Saturday , March 25 2023

telecom

Telecom is the shortened name for telecommunications, which, according to the Webster’s New World Telecom Dictionary is the science and technology of transmitting voice, audio, facsimile, image, video, computer data, and multimedia information over significant distances by the use of electromagnetic energy in the form of electricity, radio, or optics.

The modern telecom industry really begin on January 1, 1984 when AT&T’s local operations were split into seven independent holding companies and were prohibited from participating in certain markets.
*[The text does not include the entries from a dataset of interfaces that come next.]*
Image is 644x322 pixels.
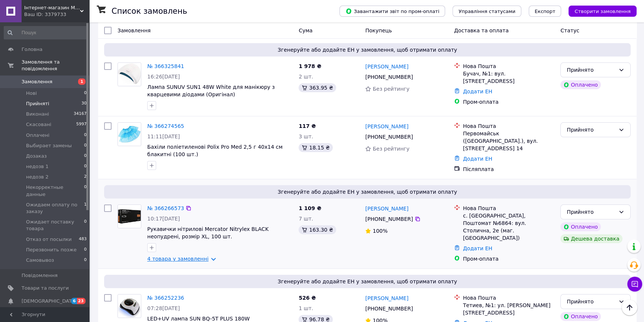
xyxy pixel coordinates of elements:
[299,83,336,92] div: 363.95 ₴
[26,163,48,170] span: недозв 1
[84,153,87,159] span: 0
[560,27,580,33] span: Статус
[463,212,554,242] div: с. [GEOGRAPHIC_DATA], Поштомат №6864: вул. Столична, 2е (маг. [GEOGRAPHIC_DATA])
[458,8,515,14] span: Управління статусами
[299,143,332,152] div: 18.15 ₴
[26,111,49,118] span: Виконані
[118,63,141,86] img: Фото товару
[147,205,184,211] a: № 366266573
[84,184,87,197] span: 0
[569,5,637,17] button: Створити замовлення
[77,298,85,304] span: 23
[107,188,628,195] span: Згенеруйте або додайте ЕН у замовлення, щоб отримати оплату
[622,300,637,315] button: Наверх
[463,255,554,262] div: Пром-оплата
[118,204,141,228] a: Фото товару
[365,27,391,33] span: Покупець
[299,305,313,311] span: 1 шт.
[76,121,87,128] span: 5997
[118,295,141,318] img: Фото товару
[21,272,58,279] span: Повідомлення
[24,11,89,18] div: Ваш ID: 3379733
[118,63,141,86] a: Фото товару
[463,130,554,152] div: Первомайськ ([GEOGRAPHIC_DATA].), вул. [STREET_ADDRESS] 14
[364,214,414,224] div: [PHONE_NUMBER]
[147,256,208,262] a: 4 товара у замовленні
[463,204,554,212] div: Нова Пошта
[365,205,408,212] a: [PERSON_NAME]
[118,123,141,146] a: Фото товару
[84,142,87,149] span: 0
[71,298,77,304] span: 6
[26,132,50,139] span: Оплачені
[84,163,87,170] span: 0
[118,294,141,318] a: Фото товару
[147,123,184,129] a: № 366274565
[84,132,87,139] span: 0
[147,226,268,240] a: Рукавички нітрилові Mercator Nitrylex BLACK неопудрені, розмір XL, 100 шт.
[147,84,275,97] a: Лампа SUNUV SUN1 48W White для манікюру з кварцевими діодами (Оригінал)
[26,90,37,97] span: Нові
[560,80,600,89] div: Оплачено
[78,78,85,85] span: 1
[299,123,316,129] span: 117 ₴
[299,73,313,79] span: 2 шт.
[567,126,615,134] div: Прийнято
[21,285,69,292] span: Товари та послуги
[21,78,53,85] span: Замовлення
[567,298,615,306] div: Прийнято
[21,59,89,72] span: Замовлення та повідомлення
[118,205,141,228] img: Фото товару
[463,246,492,252] a: Додати ЕН
[364,131,414,142] div: [PHONE_NUMBER]
[147,316,250,322] a: LED+UV лампа SUN BQ-5T PLUS 180W
[79,236,87,243] span: 483
[560,222,600,231] div: Оплачено
[26,153,47,159] span: Дозаказ
[84,219,87,232] span: 0
[373,228,387,234] span: 100%
[560,312,600,321] div: Оплачено
[373,146,409,152] span: Без рейтингу
[627,277,642,292] button: Чат з покупцем
[452,5,521,17] button: Управління статусами
[21,298,76,305] span: [DEMOGRAPHIC_DATA]
[561,8,637,14] a: Створити замовлення
[24,4,80,11] span: Інтернет-магазин Mo Most
[26,184,84,197] span: Некорректные данные
[84,174,87,180] span: 2
[84,90,87,97] span: 0
[463,294,554,302] div: Нова Пошта
[118,27,151,33] span: Замовлення
[26,257,54,263] span: Самовывоз
[147,133,180,139] span: 11:11[DATE]
[299,205,321,211] span: 1 109 ₴
[364,304,414,314] div: [PHONE_NUMBER]
[365,295,408,302] a: [PERSON_NAME]
[147,305,180,311] span: 07:28[DATE]
[112,6,187,15] h1: Список замовлень
[299,216,313,222] span: 7 шт.
[26,247,76,253] span: Перезвонить позже
[364,72,414,82] div: [PHONE_NUMBER]
[26,121,51,128] span: Скасовані
[299,133,313,139] span: 3 шт.
[373,86,409,92] span: Без рейтингу
[339,5,445,17] button: Завантажити звіт по пром-оплаті
[345,8,439,14] span: Завантажити звіт по пром-оплаті
[73,111,87,118] span: 34167
[365,63,408,70] a: [PERSON_NAME]
[147,73,180,79] span: 16:26[DATE]
[365,123,408,130] a: [PERSON_NAME]
[26,236,72,243] span: Отказ от посылки
[84,201,87,215] span: 1
[26,219,84,232] span: Ожидает поставку товара
[454,27,509,33] span: Доставка та оплата
[463,70,554,85] div: Бучач, №1: вул. [STREET_ADDRESS]
[107,46,628,54] span: Згенеруйте або додайте ЕН у замовлення, щоб отримати оплату
[463,165,554,173] div: Післяплата
[299,295,316,301] span: 526 ₴
[299,225,336,234] div: 163.30 ₴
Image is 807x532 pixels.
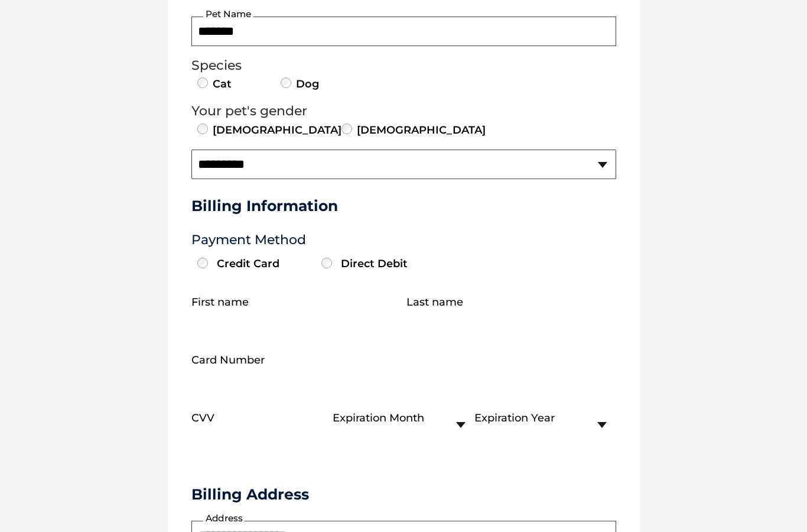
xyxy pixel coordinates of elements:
input: Credit Card [198,258,208,268]
label: Expiration Year [475,412,555,424]
label: Cat [212,76,231,92]
label: Direct Debit [318,257,440,270]
label: Last name [406,296,464,308]
label: Card Number [191,354,265,366]
label: [DEMOGRAPHIC_DATA] [356,123,486,138]
label: Dog [295,76,319,92]
legend: Species [191,58,616,73]
label: First name [191,296,249,308]
label: Expiration Month [332,412,424,424]
legend: Your pet's gender [191,103,616,119]
label: Address [203,514,244,524]
input: Direct Debit [321,258,332,268]
h3: Payment Method [191,232,616,248]
label: CVV [191,412,214,424]
label: Credit Card [195,257,316,270]
label: [DEMOGRAPHIC_DATA] [212,123,342,138]
h3: Billing Address [191,485,616,503]
h3: Billing Information [191,197,616,214]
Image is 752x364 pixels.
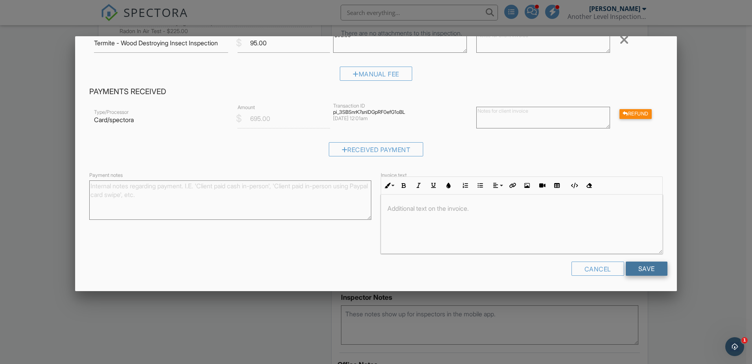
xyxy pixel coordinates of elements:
a: Manual Fee [340,72,412,80]
div: Manual Fee [340,66,412,81]
button: Colors [441,178,456,193]
button: Bold (Ctrl+B) [396,178,411,193]
button: Insert Link (Ctrl+K) [505,178,520,193]
div: [DATE] 12:01am [333,115,467,122]
a: Received Payment [329,148,424,155]
button: Code View [567,178,582,193]
div: Received Payment [329,142,424,156]
div: Cancel [572,261,624,275]
button: Underline (Ctrl+U) [426,178,441,193]
button: Inline Style [381,178,396,193]
span: 1 [742,337,748,343]
button: Clear Formatting [582,178,596,193]
div: pi_3SBSnrK7snlDGpRF0efG1oBL [333,109,467,115]
button: Insert Table [550,178,565,193]
div: Refund [620,109,652,119]
a: Refund [620,109,652,117]
button: Insert Video [535,178,550,193]
h4: Payments Received [89,87,663,97]
p: Card/spectora [94,115,228,124]
button: Italic (Ctrl+I) [411,178,426,193]
label: Payment notes [89,172,123,179]
label: Invoice text [381,172,407,179]
button: Ordered List [458,178,473,193]
div: Transaction ID [333,103,467,109]
input: Save [626,261,668,275]
div: $ [236,36,242,50]
textarea: $95.00 [333,31,467,53]
button: Align [490,178,505,193]
iframe: Intercom live chat [726,337,744,356]
label: Amount [238,104,255,111]
button: Unordered List [473,178,488,193]
button: Insert Image (Ctrl+P) [520,178,535,193]
div: Type/Processor [94,109,228,115]
div: $ [236,112,242,125]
This led to a surge of competition in the long distance market by companies such as Sprint and MCI. This in turn led to a whole host of smaller telecom companies and after-market products such as those provide by independent billing companies who formed to help service this growing industry. Further, the Telecommunications Act of 1996 removed the statutory and court-ordered barriers to competition between segments of the telecom industry, enabling participants to compete head-to-head.
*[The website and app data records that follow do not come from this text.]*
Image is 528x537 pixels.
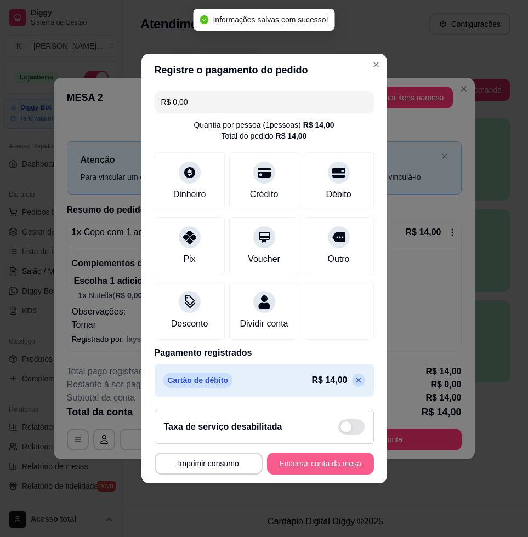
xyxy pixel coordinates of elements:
div: Total do pedido [221,130,307,141]
div: Crédito [250,188,278,201]
div: Voucher [248,253,280,266]
div: Dinheiro [173,188,206,201]
div: Débito [325,188,351,201]
div: R$ 14,00 [276,130,307,141]
p: Cartão de débito [163,373,232,388]
p: R$ 14,00 [312,374,347,387]
p: Pagamento registrados [155,346,374,359]
h2: Taxa de serviço desabilitada [164,420,282,433]
button: Close [367,56,385,73]
div: Dividir conta [239,317,288,330]
div: Desconto [171,317,208,330]
span: check-circle [199,15,208,24]
input: Ex.: hambúrguer de cordeiro [161,91,367,113]
div: Outro [327,253,349,266]
button: Imprimir consumo [155,453,262,474]
span: Informações salvas com sucesso! [213,15,328,24]
button: Encerrar conta da mesa [267,453,374,474]
div: Pix [183,253,195,266]
div: R$ 14,00 [303,119,334,130]
div: Quantia por pessoa ( 1 pessoas) [193,119,334,130]
header: Registre o pagamento do pedido [141,54,387,87]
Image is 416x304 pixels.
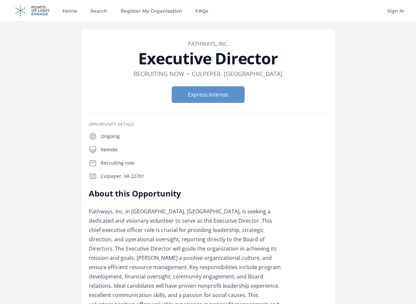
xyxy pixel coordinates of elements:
[172,86,245,103] button: Express Interest
[187,69,189,78] div: •
[89,188,283,199] h2: About this Opportunity
[101,173,328,179] p: Culpeper, VA 22701
[101,133,328,140] p: Ongoing
[89,122,328,127] h3: Opportunity Details
[101,146,328,153] p: Remote
[101,160,328,166] p: Recruiting now
[89,50,328,66] h1: Executive Director
[188,40,229,47] a: Pathways, Inc.
[134,69,184,78] dd: Recruiting now
[192,69,283,78] dd: Culpeper, [GEOGRAPHIC_DATA]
Technology keeps pushing the telecom industry in new ways from iPhones, to streaming media, to Global Positioning Satellites. From the smoke signal, to Alexander Graham Bell, from the cell phone to the Internet, weighing in at in excess of $1.2 trillion dollars a year, the telecom industry will continue to help drive the world’s economy.

About T. Michael Testi

Photographer, writer, software engineer, educator, and maker of fine images.